The Jukebox

The Jukebox

Used to be a dive-like joint I frequented, this has been many years past, and the place had a unique jukebox. Everything from Big Band and original swing to modern and post-modern hits, country, metal (“METAL!”), local, regional, international, punk, just a very eclectic mix. Not unlike my old mix-tapes (CDs), some years distant, as well. There was some Americana and Texana, but those taxonomies hadn’t been invented yet.

Alongside that legendary jukebox in an idyllic dive bar, that place burned to the ground years ago, the secret was in the mix. That jukebox was tightly controlled.

The Jukebox

The Jukebox — in an appropriate juke joint — has to reflect certain noir moires, which that place respected. The last time I saw it opened up for (mechanical) surgery, the jukebox was playing CDs, not real records, but still, the equipment looked antique and weathered. The plastic buttons looked like the square, whatever era that is, late 1970s type of equipment.

Post Mid-Century Modern?

Portions of the chrome-like trim on the edge of the display was worn from drunks leaning into the machine.

That one place had the undeniable aromatic blend of stale cigarette smoke, shows an age, spilled beer, and drunken vomit, but just a tinge. Truly, a “dive,” a drinking man’s bar. Dark in the day, with weathered souls bellied up and nursing ruins of a life.

The Jukebox

My fascination stems from that playlist, the pre-recorded and programmed material available on The Jukebox, and how that represented random, apparently bizarre choices.

That playlist was tightly guarded, wrangled, controlled. Perhaps this is an early example of the process of curation.

In part, what I do is curate. I also wrangle, coerce, and chide. Plus, as I’ve gotten older, I’ve become a big proponent of the Oxford Comma, not that it has anything to do with this.

The Jukebox, that single jukebox was the genesis of an idea, and more as a metaphor rather than as a physical object.

Consider playlists are being tuned by algorithms in the cloud these days. That loses the actual emotional content, and while it might be easier, still not the same. Lacks that laser-like focus of the wide-open format. Bereft of the human touch, life-like sensibilities — and tastes.

The Jukebox

The Jukebox is now metaphor, an analogy, a symbol that represents an idea.

That jukebox, not any jukebox, but that particular one, in an institution that is long-gone, now more myth than spilled memories. However, the notion of that apparently random yet tightly curated list of songs, that’s an example of what I do within my own work.

Examples, metaphors, analogies, and improbable tales are part of my work. Seems pretty random.

Like the one jukebox, though, there is a method to the apparent random selections.

astrofish.net

About the author: Born and raised in a small town in East Texas, Kramer Wetzel spent years honing his craft in a trailer park in South Austin. He hates writing about himself in third person. More at KramerWetzel.com.

Use of this site (you are here) is covered by all the terms as defined in the fineprint, reply via e-mail.

© 1993 – 2024 Kramer Wetzel, for astrofish.net &c. astrofish.net: breaking horoscopes since 1993.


Needed from the data below: all lines that contain the word "type".

++++++++++

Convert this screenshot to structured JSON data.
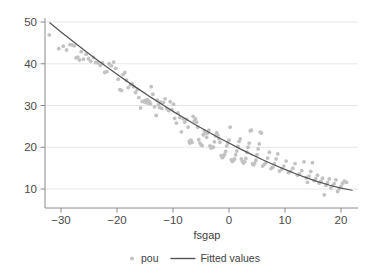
{
  "chart_data": {
    "type": "scatter",
    "title": "",
    "subtitle": "",
    "xlabel": "fsgap",
    "ylabel": "",
    "xlim": [
      -33.5,
      22.5
    ],
    "ylim": [
      7.2,
      50.8
    ],
    "xticks": [
      -30,
      -20,
      -10,
      0,
      10,
      20
    ],
    "xtick_labels": [
      "-30",
      "-20",
      "-10",
      "0",
      "10",
      "20"
    ],
    "yticks": [
      10,
      20,
      30,
      40,
      50
    ],
    "ytick_labels": [
      "10",
      "20",
      "30",
      "40",
      "50"
    ],
    "grid": "horizontal",
    "legend_position": "bottom-outside",
    "marker_color": "#c2c2c2",
    "line_color": "#555555",
    "grid_color": "#e3e3e3",
    "axis_color": "#8a8a8a",
    "series": [
      {
        "name": "pou",
        "type": "scatter",
        "marker": "circle",
        "points": [
          [
            -32.1,
            46.9
          ],
          [
            -30.4,
            43.6
          ],
          [
            -29.6,
            44.2
          ],
          [
            -29.0,
            43.3
          ],
          [
            -28.4,
            44.6
          ],
          [
            -28.0,
            44.5
          ],
          [
            -27.6,
            44.3
          ],
          [
            -27.3,
            41.4
          ],
          [
            -27.0,
            41.6
          ],
          [
            -26.7,
            40.9
          ],
          [
            -26.4,
            42.9
          ],
          [
            -26.0,
            41.1
          ],
          [
            -25.5,
            42.3
          ],
          [
            -25.1,
            41.2
          ],
          [
            -24.7,
            40.6
          ],
          [
            -24.2,
            41.5
          ],
          [
            -23.8,
            40.3
          ],
          [
            -23.4,
            40.2
          ],
          [
            -23.0,
            39.6
          ],
          [
            -22.6,
            40.2
          ],
          [
            -22.2,
            37.9
          ],
          [
            -21.8,
            38.1
          ],
          [
            -21.4,
            40.0
          ],
          [
            -21.0,
            39.5
          ],
          [
            -20.6,
            40.4
          ],
          [
            -20.2,
            38.9
          ],
          [
            -19.8,
            36.3
          ],
          [
            -19.5,
            33.8
          ],
          [
            -19.2,
            33.6
          ],
          [
            -18.9,
            37.4
          ],
          [
            -18.6,
            37.9
          ],
          [
            -18.3,
            36.1
          ],
          [
            -18.0,
            34.3
          ],
          [
            -17.6,
            35.0
          ],
          [
            -17.3,
            35.2
          ],
          [
            -17.0,
            34.5
          ],
          [
            -16.7,
            33.1
          ],
          [
            -16.4,
            33.8
          ],
          [
            -16.1,
            31.9
          ],
          [
            -15.8,
            29.4
          ],
          [
            -15.5,
            31.0
          ],
          [
            -15.2,
            30.9
          ],
          [
            -15.0,
            31.2
          ],
          [
            -14.8,
            30.7
          ],
          [
            -14.6,
            31.4
          ],
          [
            -14.4,
            30.6
          ],
          [
            -14.2,
            31.0
          ],
          [
            -14.0,
            30.4
          ],
          [
            -13.9,
            34.5
          ],
          [
            -13.6,
            32.7
          ],
          [
            -13.3,
            29.7
          ],
          [
            -13.0,
            27.6
          ],
          [
            -12.8,
            31.3
          ],
          [
            -12.6,
            30.2
          ],
          [
            -12.4,
            29.5
          ],
          [
            -12.2,
            30.8
          ],
          [
            -12.0,
            29.3
          ],
          [
            -11.7,
            30.7
          ],
          [
            -11.4,
            31.6
          ],
          [
            -11.1,
            29.3
          ],
          [
            -10.8,
            28.8
          ],
          [
            -10.5,
            30.9
          ],
          [
            -10.2,
            29.0
          ],
          [
            -9.9,
            30.3
          ],
          [
            -9.7,
            26.9
          ],
          [
            -9.4,
            25.8
          ],
          [
            -9.1,
            28.2
          ],
          [
            -8.8,
            27.1
          ],
          [
            -8.5,
            23.7
          ],
          [
            -8.2,
            26.8
          ],
          [
            -7.9,
            26.0
          ],
          [
            -7.6,
            26.7
          ],
          [
            -7.3,
            24.8
          ],
          [
            -7.1,
            21.4
          ],
          [
            -7.0,
            21.0
          ],
          [
            -6.8,
            21.7
          ],
          [
            -6.6,
            21.2
          ],
          [
            -6.4,
            27.4
          ],
          [
            -6.2,
            26.3
          ],
          [
            -6.0,
            26.8
          ],
          [
            -5.8,
            26.0
          ],
          [
            -5.6,
            24.8
          ],
          [
            -5.4,
            21.8
          ],
          [
            -5.2,
            21.0
          ],
          [
            -5.0,
            20.6
          ],
          [
            -4.8,
            20.4
          ],
          [
            -4.6,
            23.0
          ],
          [
            -4.4,
            24.0
          ],
          [
            -4.2,
            23.4
          ],
          [
            -4.0,
            22.4
          ],
          [
            -3.8,
            23.4
          ],
          [
            -3.6,
            24.1
          ],
          [
            -3.4,
            20.3
          ],
          [
            -3.2,
            19.8
          ],
          [
            -3.0,
            20.1
          ],
          [
            -2.8,
            20.0
          ],
          [
            -2.6,
            21.3
          ],
          [
            -2.4,
            22.7
          ],
          [
            -2.2,
            23.5
          ],
          [
            -2.0,
            22.9
          ],
          [
            -1.8,
            22.1
          ],
          [
            -1.6,
            21.2
          ],
          [
            -1.4,
            18.0
          ],
          [
            -1.2,
            17.5
          ],
          [
            -1.0,
            17.8
          ],
          [
            -0.8,
            18.3
          ],
          [
            -0.6,
            19.0
          ],
          [
            -0.4,
            20.3
          ],
          [
            -0.2,
            21.0
          ],
          [
            0.0,
            21.7
          ],
          [
            0.2,
            24.8
          ],
          [
            0.4,
            17.0
          ],
          [
            0.6,
            16.6
          ],
          [
            0.8,
            16.9
          ],
          [
            1.0,
            17.2
          ],
          [
            1.2,
            18.2
          ],
          [
            1.4,
            19.1
          ],
          [
            1.6,
            20.2
          ],
          [
            1.8,
            21.4
          ],
          [
            2.0,
            22.0
          ],
          [
            2.2,
            17.2
          ],
          [
            2.4,
            16.6
          ],
          [
            2.6,
            16.2
          ],
          [
            2.8,
            16.5
          ],
          [
            3.0,
            17.3
          ],
          [
            3.2,
            18.8
          ],
          [
            3.4,
            20.0
          ],
          [
            3.6,
            21.0
          ],
          [
            3.8,
            23.9
          ],
          [
            4.0,
            24.1
          ],
          [
            4.2,
            16.0
          ],
          [
            4.4,
            15.8
          ],
          [
            4.6,
            16.2
          ],
          [
            4.8,
            16.9
          ],
          [
            5.0,
            18.2
          ],
          [
            5.2,
            19.6
          ],
          [
            5.4,
            20.8
          ],
          [
            5.6,
            23.6
          ],
          [
            5.8,
            23.4
          ],
          [
            6.0,
            15.5
          ],
          [
            6.3,
            15.9
          ],
          [
            6.6,
            16.3
          ],
          [
            6.9,
            17.4
          ],
          [
            7.2,
            18.8
          ],
          [
            7.5,
            14.9
          ],
          [
            7.8,
            15.2
          ],
          [
            8.1,
            16.0
          ],
          [
            8.4,
            17.2
          ],
          [
            8.7,
            18.4
          ],
          [
            9.0,
            14.3
          ],
          [
            9.4,
            14.7
          ],
          [
            9.8,
            15.5
          ],
          [
            10.2,
            16.7
          ],
          [
            10.6,
            13.9
          ],
          [
            11.0,
            14.2
          ],
          [
            11.4,
            15.0
          ],
          [
            11.8,
            16.1
          ],
          [
            12.2,
            13.3
          ],
          [
            12.6,
            13.6
          ],
          [
            13.0,
            14.4
          ],
          [
            13.4,
            16.5
          ],
          [
            13.8,
            12.7
          ],
          [
            14.0,
            11.6
          ],
          [
            14.3,
            13.1
          ],
          [
            14.6,
            14.2
          ],
          [
            14.9,
            16.3
          ],
          [
            15.2,
            12.0
          ],
          [
            15.5,
            12.5
          ],
          [
            15.8,
            13.3
          ],
          [
            16.1,
            11.4
          ],
          [
            16.4,
            11.8
          ],
          [
            16.7,
            12.6
          ],
          [
            17.0,
            8.6
          ],
          [
            17.3,
            10.9
          ],
          [
            17.6,
            11.5
          ],
          [
            17.9,
            12.4
          ],
          [
            18.2,
            10.3
          ],
          [
            18.5,
            10.8
          ],
          [
            18.8,
            11.3
          ],
          [
            19.1,
            12.2
          ],
          [
            19.4,
            9.4
          ],
          [
            19.7,
            10.1
          ],
          [
            20.0,
            10.6
          ],
          [
            20.3,
            11.4
          ],
          [
            20.6,
            11.9
          ],
          [
            21.0,
            11.6
          ]
        ]
      },
      {
        "name": "Fitted values",
        "type": "line",
        "points": [
          [
            -32.0,
            49.8
          ],
          [
            -30.0,
            47.6
          ],
          [
            -28.0,
            45.5
          ],
          [
            -26.0,
            43.4
          ],
          [
            -24.0,
            41.4
          ],
          [
            -22.0,
            39.4
          ],
          [
            -20.0,
            37.5
          ],
          [
            -18.0,
            35.6
          ],
          [
            -16.0,
            33.8
          ],
          [
            -14.0,
            32.0
          ],
          [
            -12.0,
            30.3
          ],
          [
            -10.0,
            28.6
          ],
          [
            -8.0,
            27.0
          ],
          [
            -6.0,
            25.4
          ],
          [
            -4.0,
            23.9
          ],
          [
            -2.0,
            22.4
          ],
          [
            0.0,
            21.0
          ],
          [
            2.0,
            19.6
          ],
          [
            4.0,
            18.3
          ],
          [
            6.0,
            17.0
          ],
          [
            8.0,
            15.8
          ],
          [
            10.0,
            14.7
          ],
          [
            12.0,
            13.6
          ],
          [
            14.0,
            12.6
          ],
          [
            16.0,
            11.7
          ],
          [
            18.0,
            10.9
          ],
          [
            20.0,
            10.2
          ],
          [
            22.0,
            9.7
          ]
        ]
      }
    ],
    "legend": [
      {
        "label": "pou",
        "marker": "dot",
        "color": "#c2c2c2"
      },
      {
        "label": "Fitted values",
        "marker": "line",
        "color": "#555555"
      }
    ]
  }
}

++++++++++

» **WRITTEN REPLY**
    "type": "scatter",
        "type": "scatter",
        "type": "line",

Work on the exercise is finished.